Monday morning is then spent sending out friend invites, harvesting from friends of friends, and limiting my friends to people I know fairly well here in Wexford. In the process, I find all kinds of promising, energy-filled statements about the Irish situation. In the local facebook world, I can already see the seed energy of a heart-felt public conversation.  Besides the potential for online conversation, facebook will be brilliant for getting people to public meetings.
Meanwhile I’ve put in calls to M, re/ follow-up meeting, and to a fellow named Joe, who can tell me about the process of registering as a candidate, rules of elections, etc. Neither has called back, so I go into town to get groceries. Who do I run into on the street? Why Joe of course. I walk with him for a few minutes, and find out what I needed to know. 
Then I turn around to head for the supermarket, and someone calls out, “Richard!”. It is — who else? — M. We sit down for coffee and I talk about a follow-up meeting, and ask her to guess who the mystery candidate is. She guesses correctly the second guess, and eagerly announces she is ‘on board’ the campaign, and will (with help of course) organize the meeting for next week.
That night, last night, E and I met at a mutual friend’s house and we worked on setting up the campaign group on facebook. It’s there now, with a photo, a brief statement of purpose, a great little hard-hitting video on the banks, and I posted an initial discussion thread, calling for Irish sovereignty — a Nation Once Again. We agreed that the campaign has now officially been launched, in a sense, although next week’s meeting will be the launch in a bigger sense.
All of that in in just four serendipity-filled days. And last night the government announced the elections will most likely be on Feb 25, exactly one month from now. 
The media will be full of campaign rhetoric, and everyone’s frustration and disgust are already aroused. No one’s buying the rhetoric from any of the major parties, so frustration will get more intense during the campaign. Everyone seems to be thinking in terms of ‘clean sweep needed’, ‘get rid of all the bastards’, and folks in the audience are even saying as much on mainstream TV panel shows. I think people will welcome a chance to express themselves and discuss with one another in a non-paritsan environment. 

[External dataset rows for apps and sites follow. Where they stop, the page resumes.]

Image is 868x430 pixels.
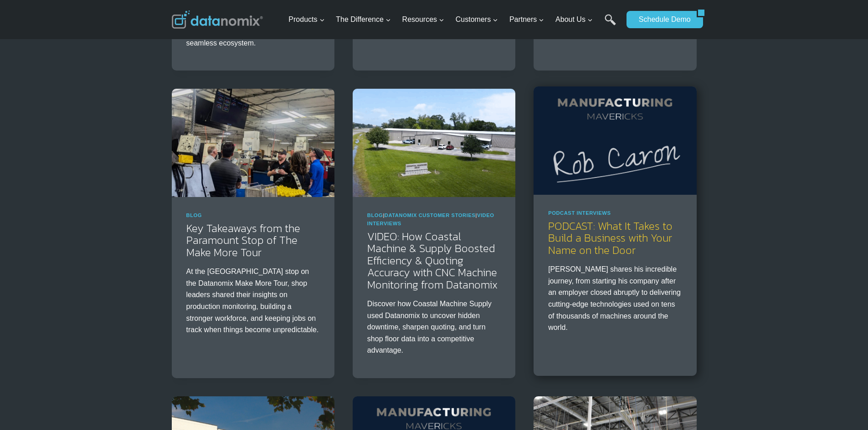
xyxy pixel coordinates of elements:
[533,86,696,195] img: PODCAST: What It Takes to Build a Business with Your Name on the Door
[367,212,494,226] span: | |
[548,211,610,216] a: Podcast Interviews
[336,14,391,26] span: The Difference
[186,266,320,336] p: At the [GEOGRAPHIC_DATA] stop on the Datanomix Make More Tour, shop leaders shared their insights...
[353,89,515,197] img: Coastal Machine Improves Efficiency & Quotes with Datanomix
[456,14,498,26] span: Customers
[367,298,501,356] p: Discover how Coastal Machine Supply used Datanomix to uncover hidden downtime, sharpen quoting, a...
[288,14,325,26] span: Products
[172,11,263,29] img: Datanomix
[555,14,593,26] span: About Us
[367,229,498,292] a: VIDEO: How Coastal Machine & Supply Boosted Efficiency & Quoting Accuracy with CNC Machine Monito...
[510,14,544,26] span: Partners
[186,221,300,261] a: Key Takeaways from the Paramount Stop of The Make More Tour
[385,212,476,218] a: Datanomix Customer Stories
[186,212,202,218] a: Blog
[548,218,672,258] a: PODCAST: What It Takes to Build a Business with Your Name on the Door
[605,14,616,34] a: Search
[548,264,682,334] p: [PERSON_NAME] shares his incredible journey, from starting his company after an employer closed a...
[172,89,335,197] img: Key Takeaways from the Paramount Stop of The Make More Tour
[402,14,444,26] span: Resources
[627,11,697,28] a: Schedule Demo
[367,212,383,218] a: Blog
[285,5,622,34] nav: Primary Navigation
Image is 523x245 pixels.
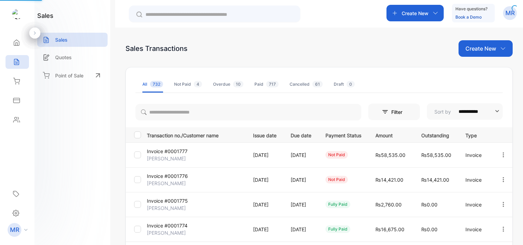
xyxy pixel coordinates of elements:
p: [DATE] [291,152,311,159]
p: Invoice [465,201,486,209]
p: MR [505,9,515,18]
span: ₨2,760.00 [375,202,402,208]
p: Point of Sale [55,72,83,79]
p: MR [10,226,19,235]
button: MR [503,5,517,21]
p: [DATE] [253,152,276,159]
div: not paid [325,151,348,159]
p: [PERSON_NAME] [147,180,186,187]
button: Create New [386,5,444,21]
p: Amount [375,131,407,139]
button: Filter [368,104,420,120]
p: Sort by [434,108,451,115]
button: Sort by [427,103,503,120]
p: [PERSON_NAME] [147,205,186,212]
div: All [142,81,163,88]
p: Due date [291,131,311,139]
p: Type [465,131,486,139]
span: ₨0.00 [421,227,437,233]
span: ₨0.00 [421,202,437,208]
a: Point of Sale [37,68,108,83]
p: Have questions? [455,6,487,12]
p: Transaction no./Customer name [147,131,244,139]
p: [DATE] [253,226,276,233]
span: ₨58,535.00 [421,152,451,158]
p: [DATE] [291,201,311,209]
a: Sales [37,33,108,47]
p: Payment Status [325,131,361,139]
h1: sales [37,11,53,20]
p: Create New [402,10,428,17]
div: Paid [254,81,279,88]
p: Invoice #0001776 [147,173,188,180]
span: 61 [312,81,323,88]
p: [PERSON_NAME] [147,155,186,162]
a: Book a Demo [455,14,482,20]
p: Issue date [253,131,276,139]
div: Cancelled [290,81,323,88]
p: Create New [465,44,496,53]
span: 0 [346,81,355,88]
p: Invoice #0001775 [147,198,188,205]
div: Draft [334,81,355,88]
span: ₨16,675.00 [375,227,404,233]
div: fully paid [325,201,350,209]
p: Invoice [465,176,486,184]
div: Sales Transactions [125,43,188,54]
p: Outstanding [421,131,451,139]
p: Invoice #0001774 [147,222,188,230]
p: [DATE] [253,176,276,184]
span: 732 [150,81,163,88]
div: not paid [325,176,348,184]
div: Overdue [213,81,243,88]
button: Create New [458,40,513,57]
p: Invoice [465,152,486,159]
a: Quotes [37,50,108,64]
span: ₨14,421.00 [375,177,403,183]
p: Quotes [55,54,72,61]
p: [PERSON_NAME] [147,230,186,237]
p: [DATE] [291,226,311,233]
span: 4 [194,81,202,88]
p: [DATE] [253,201,276,209]
iframe: LiveChat chat widget [494,216,523,245]
span: 717 [266,81,279,88]
p: [DATE] [291,176,311,184]
p: Invoice #0001777 [147,148,188,155]
p: Sales [55,36,68,43]
div: fully paid [325,226,350,233]
span: ₨14,421.00 [421,177,449,183]
div: Not Paid [174,81,202,88]
p: Filter [391,109,406,116]
span: ₨58,535.00 [375,152,405,158]
p: Invoice [465,226,486,233]
img: logo [12,9,22,19]
span: 10 [233,81,243,88]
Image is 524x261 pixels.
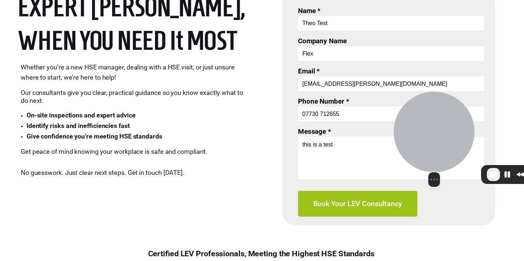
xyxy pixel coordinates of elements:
strong: Identify risks and inefficiencies fast [27,122,130,130]
span: Name * [298,7,321,15]
button: Book Your LEV Consultancy [298,191,417,217]
span: Get peace of mind knowing your workplace is safe and compliant. No guesswork. Just clear next ste... [21,148,207,176]
strong: WHEN YOU NEED It MOST [18,26,237,55]
strong: Certified LEV Professionals, Meeting the Highest HSE Standards [148,249,374,258]
span: Phone Number * [298,97,349,106]
span: Email * [298,67,320,75]
span: Company Name [298,37,347,45]
strong: Give confidence you’re meeting HSE standards [27,132,162,140]
strong: On-site inspections and expert advice [27,112,136,119]
span: Your form has been submitted. [59,41,128,47]
span: Whether you’re a new HSE manager, dealing with a HSE visit, or just unsure where to start, we’re ... [21,63,234,81]
span: Book Your LEV Consultancy [298,200,417,208]
span: Our consultants give you clear, practical guidance so you know exactly what to do next. [21,89,243,104]
span: Thank You! [68,20,119,32]
span: Message * [298,127,331,136]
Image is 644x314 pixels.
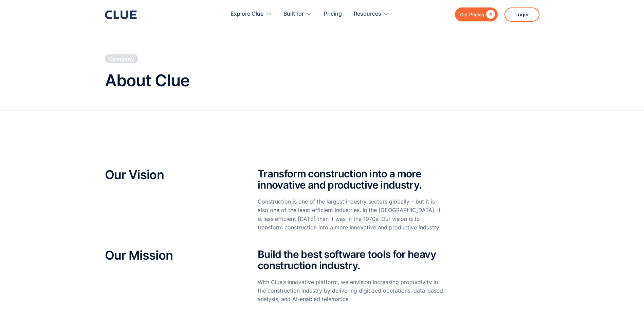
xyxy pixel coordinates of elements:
[258,249,444,271] h2: Build the best software tools for heavy construction industry.
[504,8,539,22] a: Login
[258,168,444,191] h2: Transform construction into a more innovative and productive industry.
[109,55,134,63] div: Company
[324,3,342,25] a: Pricing
[284,3,304,25] div: Built for
[354,3,389,25] div: Resources
[284,3,312,25] div: Built for
[455,8,498,22] a: Get Pricing
[484,10,495,19] div: 
[258,197,444,232] p: Construction is one of the largest industry sectors globally – but it is also one of the least ef...
[460,10,484,19] div: Get Pricing
[230,3,272,25] div: Explore Clue
[354,3,381,25] div: Resources
[105,249,237,262] h2: Our Mission
[105,72,189,90] h1: About Clue
[230,3,263,25] div: Explore Clue
[258,278,444,304] p: With Clue’s innovative platform, we envision increasing productivity in the construction industry...
[105,168,237,182] h2: Our Vision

I can’t help feeling that this is the time and this is the place, that ‘our chance has come’, to make a difference. Our chance, as ordinary people in a community, to help create a new kind of political process. A process rooted in community conversation, and carried to the capital by representatives who have been part of that conversation, and who are beholden to no one but their friends and neighbors and larger community. 
If E wins, which we all know is a long shot, we enter level 2 of the engagement game, which will be a welcome challenge to face. But winning isn’t the main point of the exercise. The main point is to ride the wave of the intense energy and frustration of the brief campaign period, and channel that into facilitating an awakening of community political consciousness. The Shock Doctrine can work for us too: a time of crisis provides an opportunity to do what usually can’t be done.